Poly-gamma-glutamylation of biomolecules.
Bashiri, G., Bulloch, E.M.M., Bramley, W.R., Davidson, M., Stuteley, S.M., Young, P.G., Harris, P.W.R., Naqvi, M.S.H., Middleditch, M.J., Schmitz, M., Chang, W.C., Baker, E.N., Squire, C.J.(2024) Nat Commun 15: 1310-1310
- PubMed: 38346985 
- DOI: https://doi.org/10.1038/s41467-024-45632-1
- Primary Citation of Related Structures:  
7ULD, 7ULE, 7ULF, 8G8P - PubMed Abstract: 
Poly-γ-glutamate tails are a distinctive feature of archaeal, bacterial, and eukaryotic cofactors, including the folates and F 420 . Despite decades of research, key mechanistic questions remain as to how enzymes successively add glutamates to poly-γ-glutamate chains while maintaining cofactor specificity. Here, we show how poly-γ-glutamylation of folate and F 420 by folylpolyglutamate synthases and γ-glutamyl ligases, non-homologous enzymes, occurs via processive addition of L-glutamate onto growing γ-glutamyl chain termini. We further reveal structural snapshots of the archaeal γ-glutamyl ligase (CofE) in action, crucially including a bulged-chain product that shows how the cofactor is retained while successive glutamates are added to the chain terminus. This bulging substrate model of processive poly-γ-glutamylation by terminal extension is arguably ubiquitous in such biopolymerisation reactions, including addition to folates, and demonstrates convergent evolution in diverse species from archaea to humans.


● **DIRECTIONS FOR THIS TASK**
Your task is to gather the lines below that hold the string "arrowheads".

Records from a collection of figures
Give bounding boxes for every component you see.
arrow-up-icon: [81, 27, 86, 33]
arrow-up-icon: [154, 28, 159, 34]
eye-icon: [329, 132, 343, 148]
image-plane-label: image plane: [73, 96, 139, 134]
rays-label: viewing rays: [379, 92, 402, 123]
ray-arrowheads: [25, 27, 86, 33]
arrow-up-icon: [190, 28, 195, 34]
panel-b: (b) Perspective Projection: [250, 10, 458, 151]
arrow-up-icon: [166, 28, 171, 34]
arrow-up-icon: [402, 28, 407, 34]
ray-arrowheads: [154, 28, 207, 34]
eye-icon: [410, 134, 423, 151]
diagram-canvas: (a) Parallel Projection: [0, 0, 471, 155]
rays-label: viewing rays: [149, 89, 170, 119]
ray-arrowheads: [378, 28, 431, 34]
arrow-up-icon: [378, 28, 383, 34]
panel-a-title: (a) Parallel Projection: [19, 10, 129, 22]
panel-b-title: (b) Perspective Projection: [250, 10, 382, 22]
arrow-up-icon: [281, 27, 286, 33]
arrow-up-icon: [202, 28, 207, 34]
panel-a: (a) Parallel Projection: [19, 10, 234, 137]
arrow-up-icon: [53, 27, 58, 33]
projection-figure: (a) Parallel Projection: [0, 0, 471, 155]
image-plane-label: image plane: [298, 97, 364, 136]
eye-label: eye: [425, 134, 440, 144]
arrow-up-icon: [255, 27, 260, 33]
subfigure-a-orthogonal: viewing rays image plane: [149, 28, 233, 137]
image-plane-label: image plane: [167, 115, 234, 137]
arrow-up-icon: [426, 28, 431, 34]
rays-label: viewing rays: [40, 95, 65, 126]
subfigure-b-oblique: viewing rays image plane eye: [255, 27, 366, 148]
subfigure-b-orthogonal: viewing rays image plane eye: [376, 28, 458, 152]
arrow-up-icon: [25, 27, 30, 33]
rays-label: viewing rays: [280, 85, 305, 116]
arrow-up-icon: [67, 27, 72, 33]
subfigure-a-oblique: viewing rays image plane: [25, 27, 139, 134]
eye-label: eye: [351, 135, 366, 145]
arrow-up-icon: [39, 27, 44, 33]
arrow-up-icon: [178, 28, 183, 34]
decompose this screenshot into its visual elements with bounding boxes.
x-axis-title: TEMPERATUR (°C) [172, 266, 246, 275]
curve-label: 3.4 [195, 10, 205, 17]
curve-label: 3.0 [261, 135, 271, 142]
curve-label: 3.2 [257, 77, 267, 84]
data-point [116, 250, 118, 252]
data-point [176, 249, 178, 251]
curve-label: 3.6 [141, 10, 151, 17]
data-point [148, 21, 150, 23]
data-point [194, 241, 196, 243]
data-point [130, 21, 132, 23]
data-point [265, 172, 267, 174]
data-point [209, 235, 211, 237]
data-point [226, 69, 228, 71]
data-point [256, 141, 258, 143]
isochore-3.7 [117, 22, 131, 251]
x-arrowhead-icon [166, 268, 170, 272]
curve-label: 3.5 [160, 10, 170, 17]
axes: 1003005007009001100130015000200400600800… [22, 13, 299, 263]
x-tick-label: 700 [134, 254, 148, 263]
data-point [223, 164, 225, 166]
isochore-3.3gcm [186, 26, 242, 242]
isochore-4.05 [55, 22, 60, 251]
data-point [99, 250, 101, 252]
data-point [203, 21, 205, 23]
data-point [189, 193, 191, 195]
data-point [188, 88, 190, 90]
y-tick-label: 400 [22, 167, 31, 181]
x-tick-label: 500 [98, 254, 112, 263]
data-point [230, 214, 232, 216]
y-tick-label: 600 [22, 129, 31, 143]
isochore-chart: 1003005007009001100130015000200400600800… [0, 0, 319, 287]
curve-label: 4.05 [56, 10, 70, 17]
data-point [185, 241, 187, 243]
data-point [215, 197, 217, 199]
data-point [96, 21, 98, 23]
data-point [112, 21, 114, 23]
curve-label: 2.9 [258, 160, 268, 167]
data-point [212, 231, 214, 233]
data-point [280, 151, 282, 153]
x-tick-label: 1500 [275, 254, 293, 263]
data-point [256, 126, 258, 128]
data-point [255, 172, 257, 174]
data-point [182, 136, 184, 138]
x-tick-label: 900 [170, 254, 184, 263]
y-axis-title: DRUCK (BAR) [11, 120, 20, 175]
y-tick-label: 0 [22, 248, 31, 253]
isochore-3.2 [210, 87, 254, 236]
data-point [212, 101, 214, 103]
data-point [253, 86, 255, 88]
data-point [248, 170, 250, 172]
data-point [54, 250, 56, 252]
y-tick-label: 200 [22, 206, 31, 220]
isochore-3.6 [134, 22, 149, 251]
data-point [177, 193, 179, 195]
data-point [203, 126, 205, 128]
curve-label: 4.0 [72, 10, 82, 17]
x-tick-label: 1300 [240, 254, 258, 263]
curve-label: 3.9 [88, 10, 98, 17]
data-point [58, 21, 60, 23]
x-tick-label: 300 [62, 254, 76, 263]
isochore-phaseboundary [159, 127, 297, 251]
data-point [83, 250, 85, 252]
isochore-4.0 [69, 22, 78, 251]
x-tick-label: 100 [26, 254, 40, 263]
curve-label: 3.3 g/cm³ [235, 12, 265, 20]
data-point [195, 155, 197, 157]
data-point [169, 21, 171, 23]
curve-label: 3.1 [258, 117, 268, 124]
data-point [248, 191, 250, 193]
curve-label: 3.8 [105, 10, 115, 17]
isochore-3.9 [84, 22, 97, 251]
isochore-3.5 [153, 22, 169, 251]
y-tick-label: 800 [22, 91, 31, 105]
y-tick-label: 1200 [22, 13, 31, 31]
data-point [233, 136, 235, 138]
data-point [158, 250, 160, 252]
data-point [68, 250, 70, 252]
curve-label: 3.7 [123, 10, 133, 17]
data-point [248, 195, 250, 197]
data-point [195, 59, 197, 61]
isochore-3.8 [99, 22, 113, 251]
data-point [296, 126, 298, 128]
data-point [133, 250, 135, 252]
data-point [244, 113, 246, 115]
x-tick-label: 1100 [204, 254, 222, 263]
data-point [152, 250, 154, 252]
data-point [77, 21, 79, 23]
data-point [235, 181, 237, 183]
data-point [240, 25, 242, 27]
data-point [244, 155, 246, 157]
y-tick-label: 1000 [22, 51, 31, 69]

● **SOLUTION TO THE PROBLEM**
ray-arrowheads: [25, 27, 86, 33]
ray-arrowheads: [154, 28, 207, 34]
ray-arrowheads: [378, 28, 431, 34]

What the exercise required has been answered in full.